DVD Piracy Judges Resolute

A panel of judges, hearing the appeal of the high-profile DVD-descrambling case, don't seem to buy into the defense's First Amendment arguments. Declan McCullagh reports from New York.

NEW YORK -- A trio of federal judges lobbed sharp questions on Tuesday at a law school dean who argued it should be legal to distribute a DVD-descrambling utility.

The judges, from the Second Circuit Court of Appeals, spent an hour quizzing attorneys for both sides in Universal Studios v. Remeirdes et al, a high-profile case that has pitted Hollywood against the open-source community.

The panel of three judges appeared to be more sympathetic to the legal arguments raised by the entertainment industry.

Judge Jon Newman predicted the widespread availabity of the DeCSS descrambling utility would boost piracy of DVDs. "Not a remote theoretical possibility, but a highly likely virtual certainty," Newman said.

Kathleen Sullivan, the dean of Stanford Law School, said the panel should rule the Digital Millennium Copyright Act -- which a district judge said outlawed DeCSS -- was unconstitutional, or at least did not apply to her client, hacker-zine 2600 Magazine. Last year, a coalition of movie studios sued 2600 for distributing a copy of DeCSS.

Sullivan compared the controversial DMCA to a "kind of digital straightjacket" that restricts even people who purchase DVDs from copying them or using them in other ways, such as using digital excerpts in presentations, that courts have deemed permissible under U.S. law.

"It's as if the laws, as applied, say you can't print a blueprint of a copying machine," Sullivan said.

She said that because of the "straightjacket," DVD owners can't make fair use of their purchase -- which shows that the DMCA goes further than other copyright laws have.

That didn't seem to persuade the judges, who appeared unwilling to spend much time considering whether the DMCA was unconstitutional.

Newman said that fair use still was possible if a lower-quality analog copy was made, instead of a high-quality digital copy. "Have we ever said you not only get to make fair use, but you get to make fair use in the most technologically modern way?" Newman said. "You haven't told me one fair use that's been eliminated."

He suggested that The New York Times didn't "need the digital format to write their reviews."

Another member of the panel wondered if software such as DeCSS was protected by the First Amendment's guarantee of freedom of expression. "What is the expressive content?" asked Jose Cabranes.

Sullivan responded that DeCSS was expressive because of "the beauty of the program" and its scientific and educational value.

Another federal appeals court has ruled that source code -- which is easier for humans to read and often includes English-language comments -- is covered by the First Amendment. But that ruling did not apply to compiled code, such as DeCSS.

2600 is appealing its loss during a trial that took place last summer. U.S. District Judge Lewis Kaplan ruled last year that distributing the Windows utility violates the DMCA.

Kaplan's injunction barring the hacker-zine from posting DeCSS also restricted hyperlinks to copies of the utility, something that Sullivan argued went too far. The judges seemed convinced that mainstream news organizations should be able to link to DeCSS, and pointed out that Kaplan's order only applied to 2600 and anyone acting "in concert" with it.

At one point, Judge Alvin Thompson asked: "Would it satisfy you if this court were to modify the injunction?"

Chuck Sims, the Proskauer Rose attorney who argued on behalf of the movie studios, said that Sullivan's "fair use" metaphor was wrong-headed.

"There are many paintings that have passed out of copyright," Sims said. "But that doesn't give me the right to go into someone's living room to see it."

Sims said that "I did not hear a serious argument that the (DMCA) statute is subject to strict scrutiny."

He was referring to how deferential courts are to acts of Congress when weighing how censorial they are. Laws regulating political speech receive strict scrutiny, but the movie studios say that the DMCA should receive more deference from the courts.

Also arguing in defense of the law was the Justice Department, which intervened in this case on behalf of Hollywood.

The panel gave both sides until May 10 to file 10-page supplemental briefs. A ruling could come at any time thereafter.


▶ [YOUR INSTRUCTIONS]:
Start at the first line of the material below and retype each line through the one containing "This screenshot has", exactly.

▶ [DATA PROVIDED]:

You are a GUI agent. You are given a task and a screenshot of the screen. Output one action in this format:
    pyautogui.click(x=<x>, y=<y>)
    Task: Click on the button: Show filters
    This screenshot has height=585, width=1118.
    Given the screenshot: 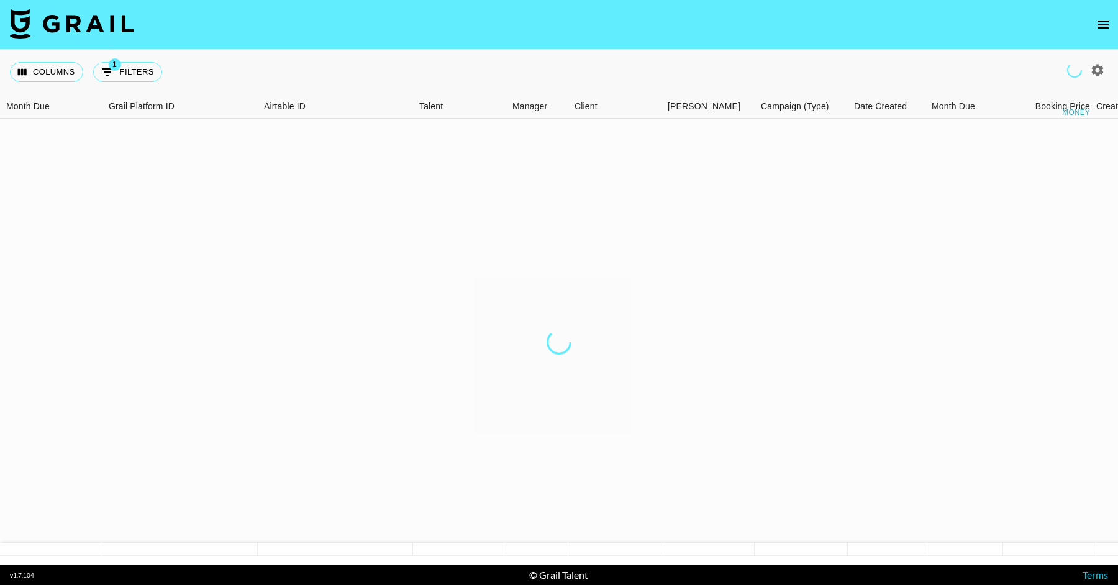 What is the action you would take?
    pyautogui.click(x=127, y=72)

▶ [WRITTEN RESPONSE]:
You are a GUI agent. You are given a task and a screenshot of the screen. Output one action in this format:
    pyautogui.click(x=<x>, y=<y>)
    Task: Click on the button: Show filters
    This screenshot has height=585, width=1118.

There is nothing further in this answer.